Pedro Branco and Guilherme Moura Fagundes
A largely unexplored dimension of the wildfires that have been ravaging the planet in the last decade is the imagery that gravitates around them. These images travel widely and are progressively entering the mainstream of traditional and new media circuits. They configure what we have been calling the “new iconography of environmental catastrophes”, one inclined to resort to images of wildfires as replacements for the worn-out images of melting glaciers. This iconography of cataclysm and death is fed by –and feeds back into– a pyrophobic imaginary that looks at all kinds of fire through a single lens and is, consequently, not attuned to the diversity of its modes of existence. There has been an exponential upsurge, in the last twenty years, in studies showing a strong correlation between biodiversity and pyrodiversity, and fire researchers are starting to agree that the extent to which environments around the world are experiencing deadly wildfires reflects a deficit of smaller, healthier fires that regulate the accumulation of combustible materials. Scientific data and information do not suffice to unchain people from their presuppositions about fire: there is a deeply entrenched charge of fact-resistant affects and beliefs that block many Western societies from seriously considering other ways of living with fire.
In this paper, we point to a particular intersection of art and anthropology to see how it might afford viable avenues of nurturing, in the hearts and minds of people, unorthodox ways of living. We explore the role of editing in – to cite Giorgio Agamben– opening up “a zone of undecidability between the real and the possible” by imposing “a prolonged hesitation between image and meaning”, and conclude by suggesting that we need anthropologically informed films to unsettle those truths we take for granted by providing some poetic substance to underpin the difficult conversations we need to have about coexisting sustainably with fire in the XXI Century.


* _PROBLEM DETAILS_: Pictures stay out; everything else in the entries below is to be duplicated exactly.
* * *
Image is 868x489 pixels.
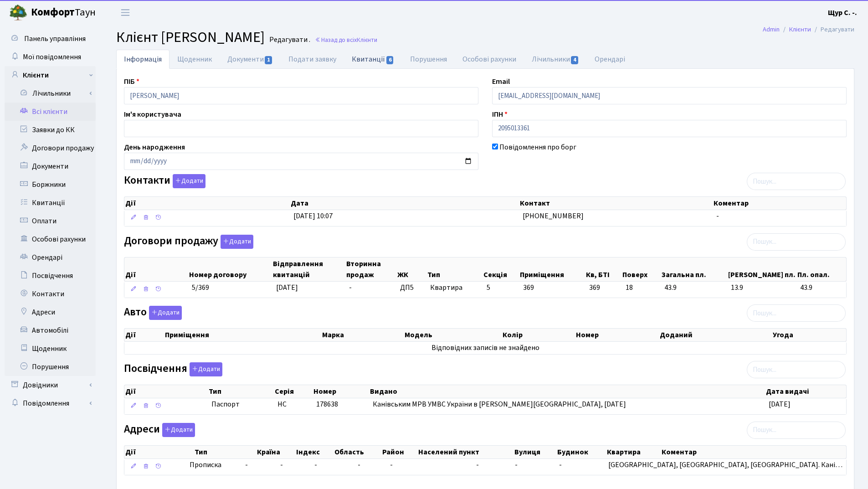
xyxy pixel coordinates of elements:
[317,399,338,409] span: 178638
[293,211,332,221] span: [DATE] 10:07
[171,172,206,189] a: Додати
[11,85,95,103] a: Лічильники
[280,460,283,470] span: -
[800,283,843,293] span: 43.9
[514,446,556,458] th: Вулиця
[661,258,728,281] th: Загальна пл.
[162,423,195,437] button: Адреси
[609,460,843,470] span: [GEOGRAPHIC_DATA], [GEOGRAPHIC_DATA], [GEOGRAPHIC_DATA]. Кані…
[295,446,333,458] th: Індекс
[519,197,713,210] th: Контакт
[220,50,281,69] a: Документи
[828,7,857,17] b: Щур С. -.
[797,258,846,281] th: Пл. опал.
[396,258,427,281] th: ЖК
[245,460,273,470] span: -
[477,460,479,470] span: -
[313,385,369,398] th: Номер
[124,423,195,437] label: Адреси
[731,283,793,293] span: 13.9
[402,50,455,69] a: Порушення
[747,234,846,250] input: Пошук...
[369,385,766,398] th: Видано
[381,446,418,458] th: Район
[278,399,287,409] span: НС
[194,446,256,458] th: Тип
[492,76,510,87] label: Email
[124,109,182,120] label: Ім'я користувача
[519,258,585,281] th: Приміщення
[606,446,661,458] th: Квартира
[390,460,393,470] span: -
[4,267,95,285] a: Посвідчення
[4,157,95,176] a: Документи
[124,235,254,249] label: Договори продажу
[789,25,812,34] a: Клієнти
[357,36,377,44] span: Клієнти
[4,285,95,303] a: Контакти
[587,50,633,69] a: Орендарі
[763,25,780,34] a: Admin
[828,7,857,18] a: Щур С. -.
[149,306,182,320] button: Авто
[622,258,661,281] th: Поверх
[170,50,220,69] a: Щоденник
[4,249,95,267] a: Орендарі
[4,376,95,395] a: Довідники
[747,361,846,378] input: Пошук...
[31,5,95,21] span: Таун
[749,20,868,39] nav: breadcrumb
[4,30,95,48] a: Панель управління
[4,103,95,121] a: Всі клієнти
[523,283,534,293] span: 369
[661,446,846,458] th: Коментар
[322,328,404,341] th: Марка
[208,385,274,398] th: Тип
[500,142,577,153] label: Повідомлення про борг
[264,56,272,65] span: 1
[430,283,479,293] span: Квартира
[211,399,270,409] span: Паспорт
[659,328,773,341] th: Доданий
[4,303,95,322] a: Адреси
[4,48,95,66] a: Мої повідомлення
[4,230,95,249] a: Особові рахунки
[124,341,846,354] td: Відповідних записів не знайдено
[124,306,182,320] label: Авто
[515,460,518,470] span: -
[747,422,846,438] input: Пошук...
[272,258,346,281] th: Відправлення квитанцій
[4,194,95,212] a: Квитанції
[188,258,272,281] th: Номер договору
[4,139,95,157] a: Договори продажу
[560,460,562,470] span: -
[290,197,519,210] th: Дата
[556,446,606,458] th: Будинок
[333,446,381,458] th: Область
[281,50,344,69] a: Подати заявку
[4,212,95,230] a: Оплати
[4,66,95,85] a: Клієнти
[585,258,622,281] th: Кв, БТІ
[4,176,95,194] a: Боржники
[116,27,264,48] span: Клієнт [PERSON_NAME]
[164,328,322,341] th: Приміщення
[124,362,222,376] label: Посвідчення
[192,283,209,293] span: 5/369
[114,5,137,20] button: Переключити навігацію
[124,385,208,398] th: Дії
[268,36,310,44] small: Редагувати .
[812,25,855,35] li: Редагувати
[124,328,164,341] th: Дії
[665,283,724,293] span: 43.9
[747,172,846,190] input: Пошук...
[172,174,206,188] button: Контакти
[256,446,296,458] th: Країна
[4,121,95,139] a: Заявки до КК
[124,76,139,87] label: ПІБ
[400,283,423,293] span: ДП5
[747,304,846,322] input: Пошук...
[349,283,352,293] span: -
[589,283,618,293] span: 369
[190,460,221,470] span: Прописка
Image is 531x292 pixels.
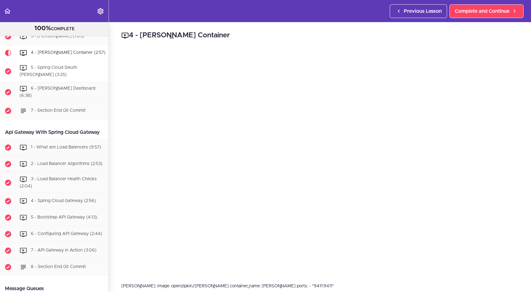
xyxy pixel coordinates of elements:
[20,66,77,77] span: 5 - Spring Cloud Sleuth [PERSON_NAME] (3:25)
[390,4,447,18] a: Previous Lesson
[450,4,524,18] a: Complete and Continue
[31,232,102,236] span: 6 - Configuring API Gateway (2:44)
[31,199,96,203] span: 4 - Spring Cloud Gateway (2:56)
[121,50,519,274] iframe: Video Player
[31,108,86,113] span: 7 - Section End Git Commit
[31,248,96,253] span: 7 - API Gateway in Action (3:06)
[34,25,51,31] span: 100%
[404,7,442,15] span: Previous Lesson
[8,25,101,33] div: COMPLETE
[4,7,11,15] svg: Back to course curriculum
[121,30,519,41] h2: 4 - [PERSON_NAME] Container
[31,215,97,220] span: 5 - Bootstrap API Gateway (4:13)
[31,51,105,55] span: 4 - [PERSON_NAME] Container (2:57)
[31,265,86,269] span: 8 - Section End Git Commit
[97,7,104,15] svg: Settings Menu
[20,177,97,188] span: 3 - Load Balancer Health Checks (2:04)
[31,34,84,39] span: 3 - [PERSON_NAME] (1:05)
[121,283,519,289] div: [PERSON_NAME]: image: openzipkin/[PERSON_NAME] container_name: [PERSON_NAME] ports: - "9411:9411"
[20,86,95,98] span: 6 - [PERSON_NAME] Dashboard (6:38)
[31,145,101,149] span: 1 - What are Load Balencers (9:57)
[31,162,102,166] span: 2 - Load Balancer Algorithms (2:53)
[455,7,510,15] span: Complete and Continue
* * *
* _THE ANSWER_:
Image is 868x489 pixels.
xyxy pixel coordinates of elements:
[317,399,338,409] span: 178638
[293,211,332,221] span: [DATE] 10:07
[171,172,206,189] a: Додати
[11,85,95,103] a: Лічильники
[280,460,283,470] span: -
[800,283,843,293] span: 43.9
[514,446,556,458] th: Вулиця
[661,258,728,281] th: Загальна пл.
[162,423,195,437] button: Адреси
[609,460,843,470] span: [GEOGRAPHIC_DATA], [GEOGRAPHIC_DATA], [GEOGRAPHIC_DATA]. Кані…
[295,446,333,458] th: Індекс
[519,197,713,210] th: Контакт
[220,50,281,69] a: Документи
[828,7,857,17] b: Щур С. -.
[797,258,846,281] th: Пл. опал.
[396,258,427,281] th: ЖК
[245,460,273,470] span: -
[477,460,479,470] span: -
[313,385,369,398] th: Номер
[124,423,195,437] label: Адреси
[731,283,793,293] span: 13.9
[402,50,455,69] a: Порушення
[747,234,846,250] input: Пошук...
[369,385,766,398] th: Видано
[381,446,418,458] th: Район
[278,399,287,409] span: НС
[194,446,256,458] th: Тип
[492,76,510,87] label: Email
[124,109,182,120] label: Ім'я користувача
[519,258,585,281] th: Приміщення
[606,446,661,458] th: Квартира
[390,460,393,470] span: -
[4,267,95,285] a: Посвідчення
[4,157,95,176] a: Документи
[124,235,254,249] label: Договори продажу
[789,25,812,34] a: Клієнти
[357,36,377,44] span: Клієнти
[4,285,95,303] a: Контакти
[587,50,633,69] a: Орендарі
[763,25,780,34] a: Admin
[828,7,857,18] a: Щур С. -.
[149,306,182,320] button: Авто
[622,258,661,281] th: Поверх
[170,50,220,69] a: Щоденник
[4,249,95,267] a: Орендарі
[4,376,95,395] a: Довідники
[747,361,846,378] input: Пошук...
[31,5,95,21] span: Таун
[749,20,868,39] nav: breadcrumb
[4,30,95,48] a: Панель управління
[4,103,95,121] a: Всі клієнти
[523,283,534,293] span: 369
[661,446,846,458] th: Коментар
[322,328,404,341] th: Марка
[208,385,274,398] th: Тип
[500,142,577,153] label: Повідомлення про борг
[264,56,272,65] span: 1
[430,283,479,293] span: Квартира
[211,399,270,409] span: Паспорт
[659,328,773,341] th: Доданий
[4,303,95,322] a: Адреси
[4,48,95,66] a: Мої повідомлення
[4,230,95,249] a: Особові рахунки
[124,341,846,354] td: Відповідних записів не знайдено
[124,306,182,320] label: Авто
[515,460,518,470] span: -
[747,422,846,438] input: Пошук...
[272,258,346,281] th: Відправлення квитанцій
[4,194,95,212] a: Квитанції
[188,258,272,281] th: Номер договору
[4,139,95,157] a: Договори продажу
[560,460,562,470] span: -
[290,197,519,210] th: Дата
[556,446,606,458] th: Будинок
[333,446,381,458] th: Область
[281,50,344,69] a: Подати заявку
[4,212,95,230] a: Оплати
[4,66,95,85] a: Клієнти
[585,258,622,281] th: Кв, БТІ
[4,176,95,194] a: Боржники
[116,27,264,48] span: Клієнт [PERSON_NAME]
[164,328,322,341] th: Приміщення
[124,362,222,376] label: Посвідчення
[192,283,209,293] span: 5/369
[114,5,137,20] button: Переключити навігацію
[124,385,208,398] th: Дії
[268,36,310,44] small: Редагувати .
[812,25,855,35] li: Редагувати
[124,328,164,341] th: Дії
[665,283,724,293] span: 43.9
[747,172,846,190] input: Пошук...
[172,174,206,188] button: Контакти
[256,446,296,458] th: Країна
[4,121,95,139] a: Заявки до КК
[124,76,139,87] label: ПІБ
[400,283,423,293] span: ДП5
[747,304,846,322] input: Пошук...
[349,283,352,293] span: -
[589,283,618,293] span: 369
[190,460,221,470] span: Прописка
Image is 531x292 pixels.
xyxy pixel coordinates of elements:
[20,66,77,77] span: 5 - Spring Cloud Sleuth [PERSON_NAME] (3:25)
[390,4,447,18] a: Previous Lesson
[450,4,524,18] a: Complete and Continue
[31,232,102,236] span: 6 - Configuring API Gateway (2:44)
[31,199,96,203] span: 4 - Spring Cloud Gateway (2:56)
[121,50,519,274] iframe: Video Player
[31,108,86,113] span: 7 - Section End Git Commit
[31,248,96,253] span: 7 - API Gateway in Action (3:06)
[34,25,51,31] span: 100%
[404,7,442,15] span: Previous Lesson
[8,25,101,33] div: COMPLETE
[4,7,11,15] svg: Back to course curriculum
[121,30,519,41] h2: 4 - [PERSON_NAME] Container
[31,215,97,220] span: 5 - Bootstrap API Gateway (4:13)
[31,51,105,55] span: 4 - [PERSON_NAME] Container (2:57)
[31,265,86,269] span: 8 - Section End Git Commit
[97,7,104,15] svg: Settings Menu
[20,177,97,188] span: 3 - Load Balancer Health Checks (2:04)
[31,34,84,39] span: 3 - [PERSON_NAME] (1:05)
[121,283,519,289] div: [PERSON_NAME]: image: openzipkin/[PERSON_NAME] container_name: [PERSON_NAME] ports: - "9411:9411"
[20,86,95,98] span: 6 - [PERSON_NAME] Dashboard (6:38)
[31,145,101,149] span: 1 - What are Load Balencers (9:57)
[31,162,102,166] span: 2 - Load Balancer Algorithms (2:53)
[455,7,510,15] span: Complete and Continue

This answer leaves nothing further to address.